Saturday marked the third annual Ivy League Chinese Spring Festival Gala, hosted by the Harvard Chinese Students and Scholars Association to commemorate the traditional Chinese New Year. The event, however, was anything but traditional. Featuring acts ranging from a hip-hop interpretive dance to Chinese folk music to a Hungarian singer’s take of “Toreador Song” from the opera “Carmen,” the Gala didn’t focus, as might be expected, on the Year of the Snake. Instead, says HCSSA President Xu Zhang, a research assistant in SEAS, the Gala was meant as a celebration for a diverse group of students and attendees, many of whom are living far from home. “The main idea is to make [the student performers and spectators] feel at home while studying overseas, to gather together and celebrate with family and friends,” Zhang says.
As audience members poured into Sanders Theatre, the excitement in the air was palpable, as the Gala itself marked the beginning of the holiday festivities. “I think Chinese New Year is like the U.S. Christmas,” says Wen Xie, a student in the School of Public Health and choreographer and dancer for the Student Dance Club at HSPH. “People get together and watch a really huge gala that happens in Beijing every Chinese New Year Eve. I think it’s very hard to recreate this scene in the U.S., since we don’t have any relatives around us, so friends are the ones we want to go to this festival,” Xie said.

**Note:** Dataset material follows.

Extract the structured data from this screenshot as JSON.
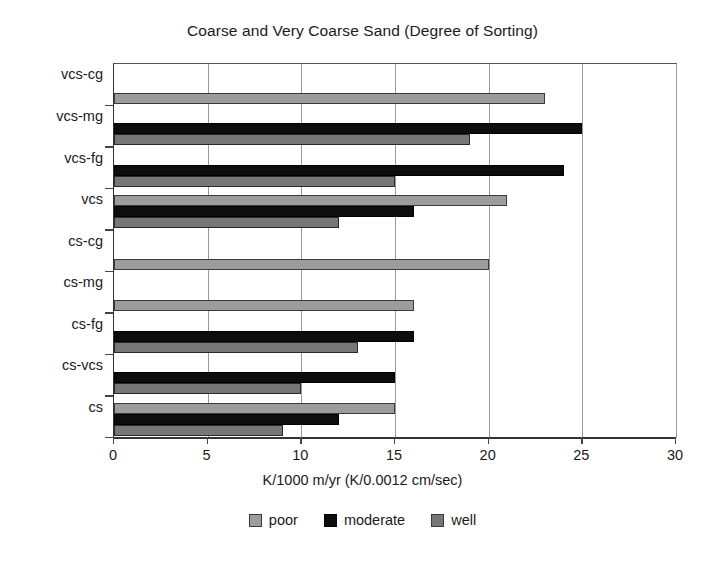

The Student Dance Club performed an original dance, “Love in the Source of the Yangtze River.” As the choreographer, Xie’s hope was to convey a universal feeling, love, through a distinctly Chinese narrative. “I’m going to tell a story about a Tibetan lover who falls in love with a boy at the end of the Yangtze River. [They’re] over a thousand miles apart, but it’s the same river they’re looking at every day,” she said. Her dance featured costumes of her own design, and the twirls of the dancers mimicked both the running river and a Buddhist tower.
Xie, who began dancing at the age of five, says she is eager to share her passion for choreographing and dancing, but the HSPH Dance Club is not limited to experienced dancers or even Chinese students. According to Xie, many of the dancers were first-time performers, and two members of the group are American students. For her, the experience is more about making friends and giving back to the community. “Everybody actually gets a lot of [joy] from the experience during our group dance, and we feel like after the Spring Festival Gala our group is more unified,” she says.
The Gala also reaches beyond the Harvard student body. To create a greater sense of cultural unity among Chinese students studying in the United States, the HCSSA has reached out to its sister organizations at other Ivy League schools. “Harvard hosts the event each year, but the other organizations recommend different programs,” Zhang says. “Everyone is sacrificing time for study to do this entirely for the community,” she adds. “We feel like we have a responsibility to plan to gather together.”
Even for the students who prepared solo performances, the theme of unity and celebrating with family is paramount. “Usually people get together to celebrate this festival, but now I am away from my family, so the Gala is kind of a gathering together of all Chinese students,” says GSAS student Jingyi Yu. Yu presented an original magic show, “A Musical Dream,” featuring a series of CDs that she made disappear to the beat of popular American songs. “This performance doesn’t include much about Chinese culture, but I prepared it specifically for Chinese New Year,” she says. “Chinese New Year is the most important and most traditional day in my culture, so that’s why I spent a long time preparing this performance.”
The emcees, bedecked in dazzling formal dresses and dapper tuxedos, performed most of their introductions in Chinese. Many of the acts celebrated overcoming the language barrier through an international dedication to the arts. Violinist Julia L. Glenn ’11-’12 showed her knowledge of Chinese as she introduced her violin act. Later, Hungarian opera singer Attila Dobak wowed with his skill in singing French opera, but was met by applause when he sang a humorous Chinese duet concerning traditional wedding vows. Hui Weng needed no language at all to reach the audience with the haunting melodies of her instrument, a stringed zither used in traditional Chinese music.
“I feel it is very important to glorify our Chinese culture in some way, especially in the Chinese community,” says Xie. The Gala not only drew attendees from the Chinese community, but also attracted a diverse audience in an international celebration. Whether understood in Chinese or in English, and whether viewed with friends or with family, the Ivy League Spring Festival Gala marked the beginning of the new year and the strengthening of new bonds.